When on the Friday they (and their suitcases) were in the taxi going to the railway station Roger said, “It’s actually because of Perdita that I became involved in this caper with the banker. I wished to impress her. I wished to show her that I knew a man with a house ten times bigger than her lover’s big house, would you believe. I didn’t want her to give up the lover. Far from it. I only wanted her to have an idea of his place in the scheme of things. I wanted her to feel a little squalid. What a calamity that’s been for me.”

When they were in the railway station Roger said, “I usually buy first-class tickets on these occasions. But I think this time I am going to buy second-class.” He lifted his chin as if to express his resolve.

Willie stood in the queue with him. When his turn came Roger asked for first-class tickets.

He said to Willie, “I couldn’t do it. Sometimes they meet you on the platform. I can say now that it’s a foolish, old-fashioned thing about which I don’t really care. But when the actual moment comes I don’t think I would have the courage to be seen coming out of a second-class carriage by one of those awful servants. I hate myself for it.”

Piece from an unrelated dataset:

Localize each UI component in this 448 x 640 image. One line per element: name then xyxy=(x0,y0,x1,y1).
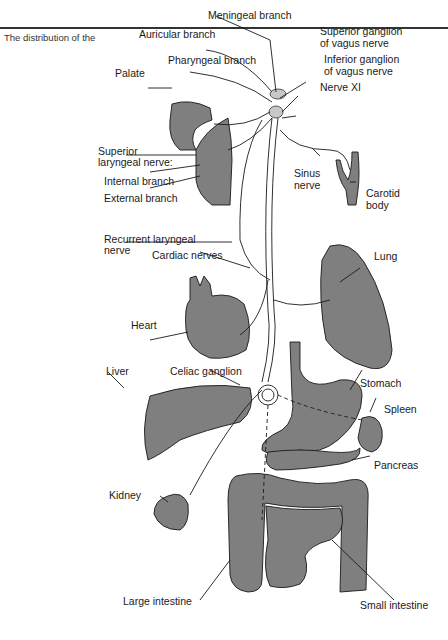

They were the only people in the first-class carriage. That was, strangely, a kind of let-down (since there was no one else to witness). Roger went silent. Willie searched for something that he might say to break the heavy mood, but everything he thought of seemed to refer in some way to their extravagant travel. Many minutes later Roger said, “I am a coward. But I know myself. Nothing I do can really be a surprise to me.”

And when they got to their station there was no one on the platform to meet them. The man (in a suit, but not with a cap) was in an ordinary-sized car in the station car park, waiting to be found. But by this time Roger’s mood had lightened, and he was able to deal, in a slightly exaggerated stylish way, with the driver.

Their host was waiting for them at the foot of the steps of the big house. He was in sporty style, and in one hand was playing with what looked to Willie (who knew nothing of golf and golf tees) like a very large and white extracted molar. He was a hard, dry, well-exercised man, and at the moment of meeting all his energy, and Roger’s, and Willie’s, and the energy of the plump-legged striped-trousered servant coming down the steps, went
into pretending that this kind of reception in front of this kind of house was perfectly ordinary for everyone.

For Willie a kind of unreality, or a reality hard to grasp, veiled the moment. It was like what he had felt in the forest and in the jail, the detachment from what was about him. In a manner he couldn’t reconstruct he became separated from Roger, and docilely, as in the jail, not looking too hard at anything, he followed a servant up to a room. The window had a view of many acres. Willie wondered whether he should go down and walk in the grounds or whether he should stay in the room and hide. The thought of going down and asking his way about the grounds was oppressive. He decided to hide. On the protective glass on the dressing table was an old, solidly bound book. It was an old edition of
The Origin of Species
. The cramped Victorian typography (the letters seemingly rusty with age) was daunting, as was the smell of the crinkled old paper and the old printing ink (calling up gloomy ideas of the printing shops and the printing workers of the time) that might have caused the paper to crinkle.

The man in the striped trousers (perhaps someone from eastern Europe) began doing the famous unpacking. But since the man was from eastern Europe Willie was not as disturbed as Roger had thought he might be.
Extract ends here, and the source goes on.